The composer Luna Pearl Woolf (married to Haimovitz) wrote a Sarabande, a dance form common in Baroque suites, which the cellist described as “the lascivious dance of Spain.” Before he played it, he assured the audience that “at its heart there is a Bach-like tune.” (Good thing; kept us listening hard.) The piece ranges from feathery harmonics to great squeaking static (Hendrix’s shadow?).
For this listener, the music in these sets (not a “concert with intermission” but “first set” and “second set”) is best appreciated live; I surely would miss some of the experience without watching Haimovitz’s intense and committed performance, surrounded by his collegial commentary.
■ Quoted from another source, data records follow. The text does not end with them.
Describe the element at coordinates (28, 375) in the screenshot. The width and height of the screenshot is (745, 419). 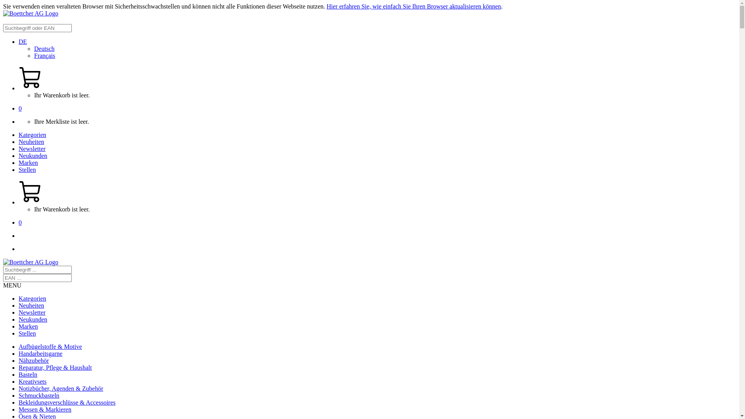
I see `Basteln` at that location.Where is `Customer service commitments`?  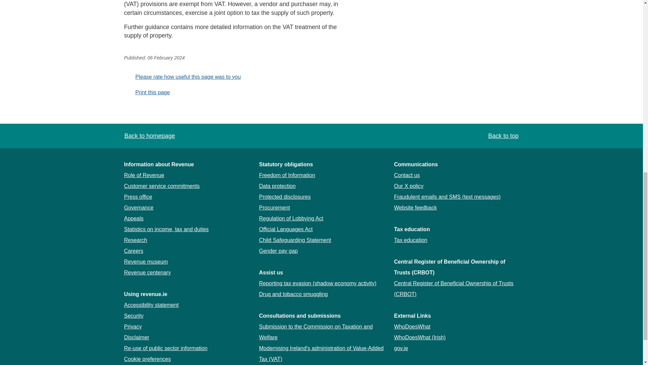 Customer service commitments is located at coordinates (162, 186).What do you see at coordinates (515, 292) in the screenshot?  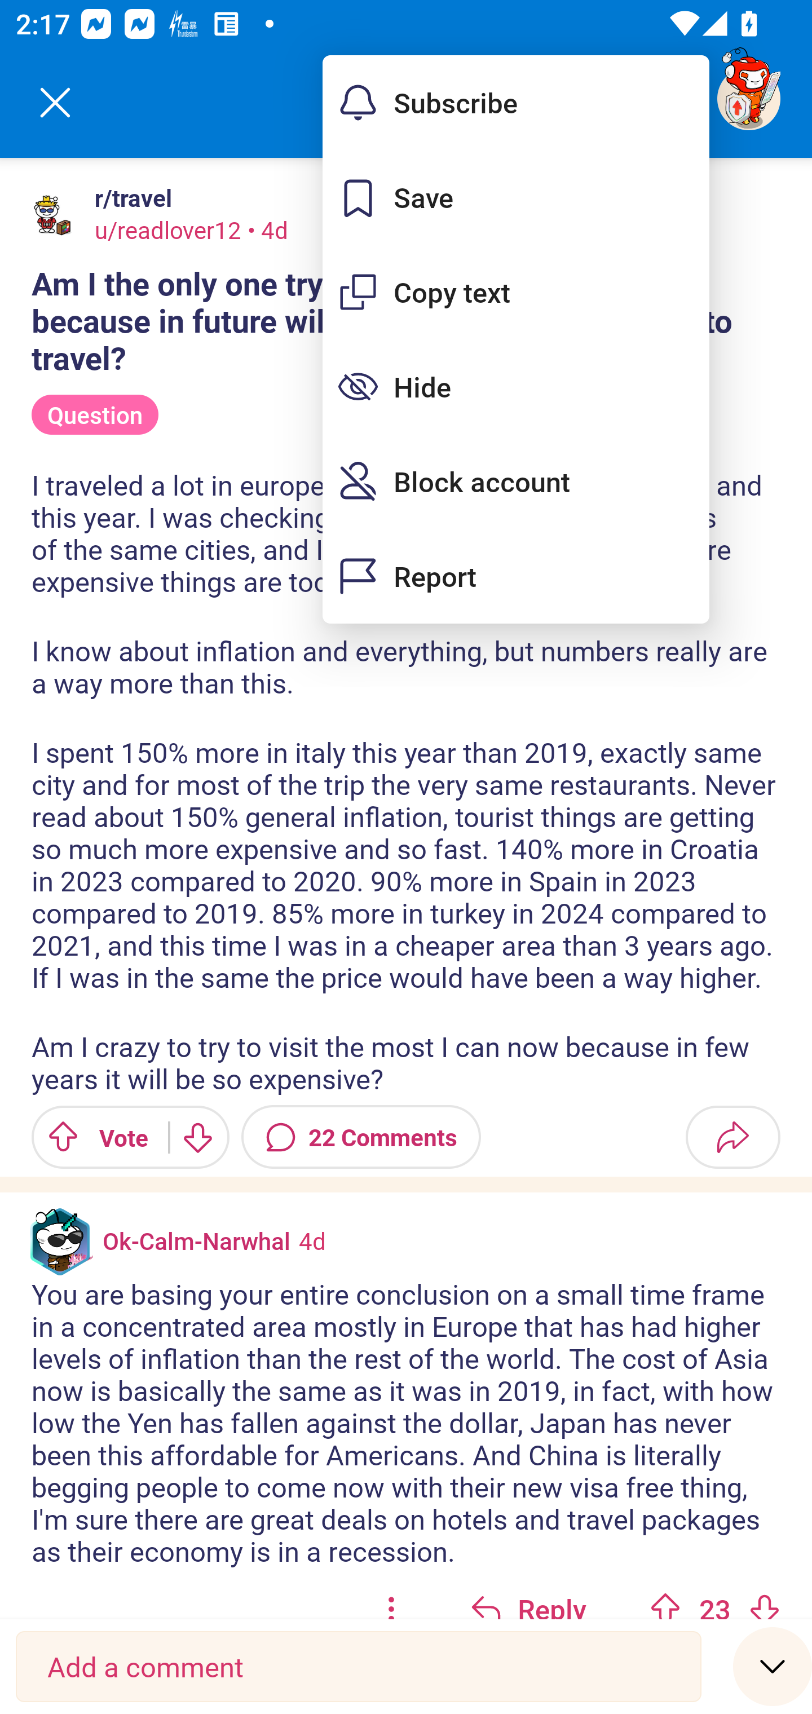 I see `Copy text` at bounding box center [515, 292].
He played the jazz composer David Sanford’s “7th Avenue Kaddish,” which Haimovitz commissioned after the 9/11 attacks: he described the piece as a hybrid between a sax and a cantor as the buildings collapsed, inspired by Coltrane’s “A Love Supreme.” He played another Canadian composer, Gilles Tremblay, who uses microtonal music (“so if it sounds like I’m playing out of tune—he asks for that”), Eastern-inspired, in his “Threnody for Lebanon.” Steven Stucky’s “Dialoghi,” inspired by Italy, written for one of Haimovitz’s students, wandered through Lutoslawski territory, concluding in a beautiful finale.
The audience applause that burst out when the first encore began just shows the power of the hit tune you’ve been waiting all evening for: the prelude from Bach’s first cello suite, followed by the allemande from Bach’s 6th suite. The need to remember where home is touches even the most adventurous programmer, and even his most enthusiastic fans.